Alice Dyke: Guardian journalist John Harris has written a piece on the need to transform politics with radical ideas, and the need to rethink the left-right divide with a ‘coming together’ and beginning new conversations. He believes the Convention is one of a few good examples of where this has taken place. Below is an extract from the article.
“Put simply, the centre of politics needs shifting – and what heightens the sense of frustration with Westminster is the fact that all kinds of groups and individuals increasingly share a basic understanding not just of what’s gone wrong, but what needs to be put right. Large swaths of the Labour party and the Liberal Democrats, the Green party, and the progressive bits of Plaid Cymru and the SNP understand how broken-down politics is becoming, and the crucial issues that Westminster isn’t going near (even the odd Tory is on roughly the same page). The same applies to the more clued-up trade unions. Some lefties may be unsettled to hear it, but within the church, plenty of high-up voices are making the right noises – as, of course, are scores of campaign groups and NGOs.

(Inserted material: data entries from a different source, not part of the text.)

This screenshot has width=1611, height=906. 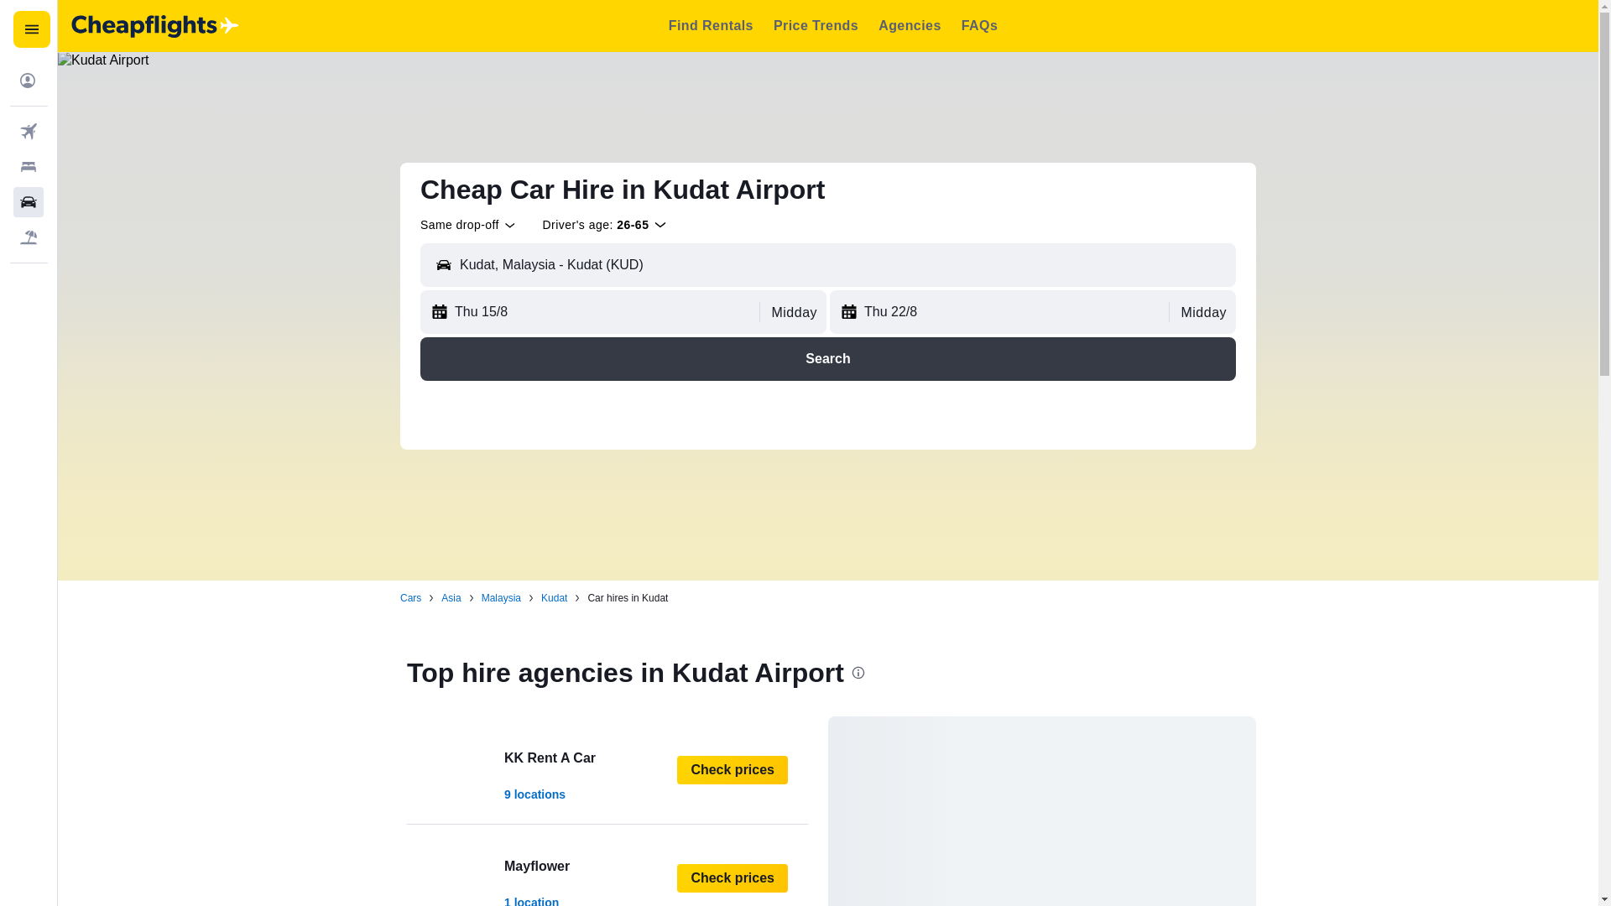 What do you see at coordinates (554, 598) in the screenshot?
I see `Malaysia` at bounding box center [554, 598].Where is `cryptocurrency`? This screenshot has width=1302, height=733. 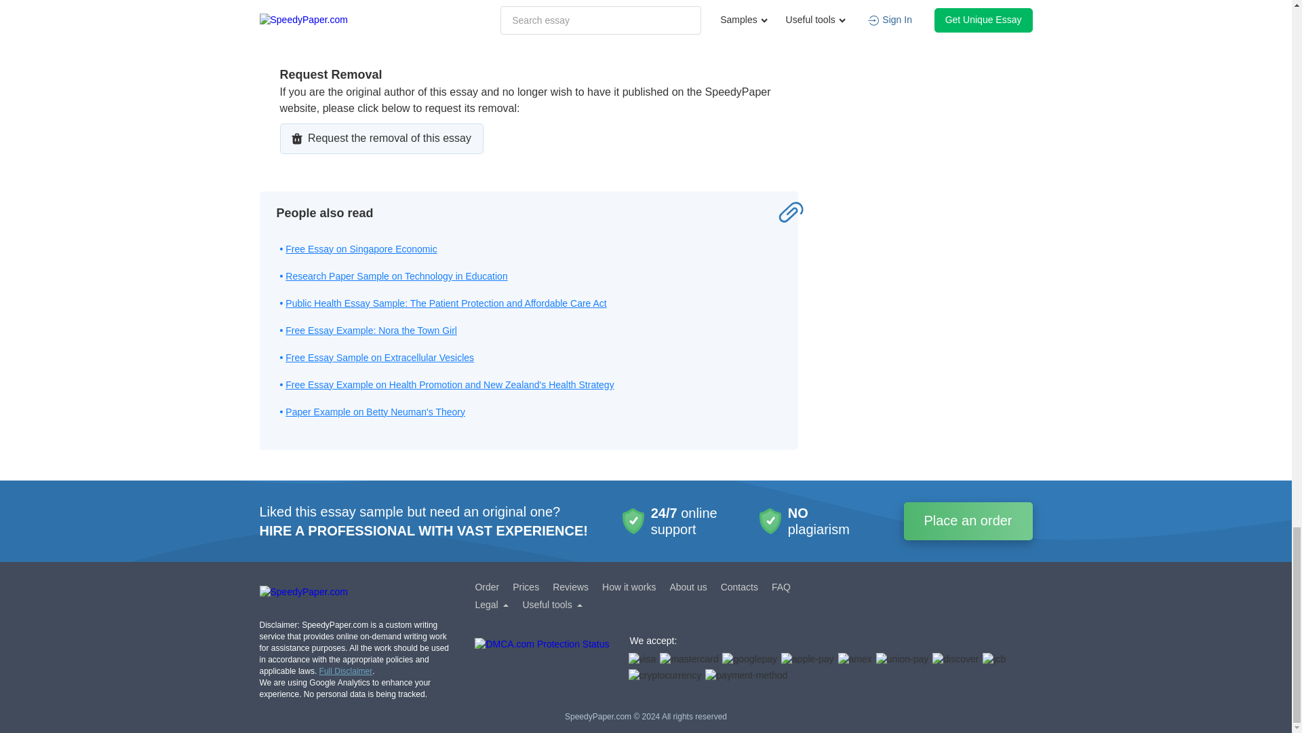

This isn’t to suggest such a massively diverse range of people would even begin to agree on the stuff of hard policy, but rather to recognise that they have a shared interest in the same basic change: a decisive end to market fundamentalism, and a politics that can start to meaningfully deal with equality, environmental sustainability, and the broken-down state of our democracy. Thinking about it, there’s at least one policy on which you’d expect instant agreement: the long-overdue introduction of proportional representation for Westminster elections, from which a good deal of seismic change would follow (by way of getting some argument going, the New Statesman piece comes with 10 suggested policies that would kick things in a new direction, from a land tax to a living wage).
…all those people need to start talking – about their shared interest in pushing politics into the present (let alone the future), and making it meaningful again. We’re not talking about any kind of electoral alliance or lasting pact: both during and after the process of joining forces to shift the terms of debate, divisions would remain and politics would go on. When it comes to what form all this might take, there are past precedents: the Scottish Constitutional Convention that delivered devolution in the teeth of Tony Blair’s opposition, past campaigns such as Charter 88 – and, more recently, the Convention on Modern Liberty (if only as another example, it might also be worth thinking about, dare I say it, the Countryside Alliance).
As with everything else, if the right coming-together started to happen, exactly how to make the right interventions would be among the first things discussed (though, to tackle one point by paraphrasing the Billy Bragg song, getting 50 celebrities to sign a petition is not enough, in days like these). The conversation would doubtless be messy, and difficult, and prone to spin out of control. But as one of the politicians who got us in this mess used to say, there is surely no alternative.”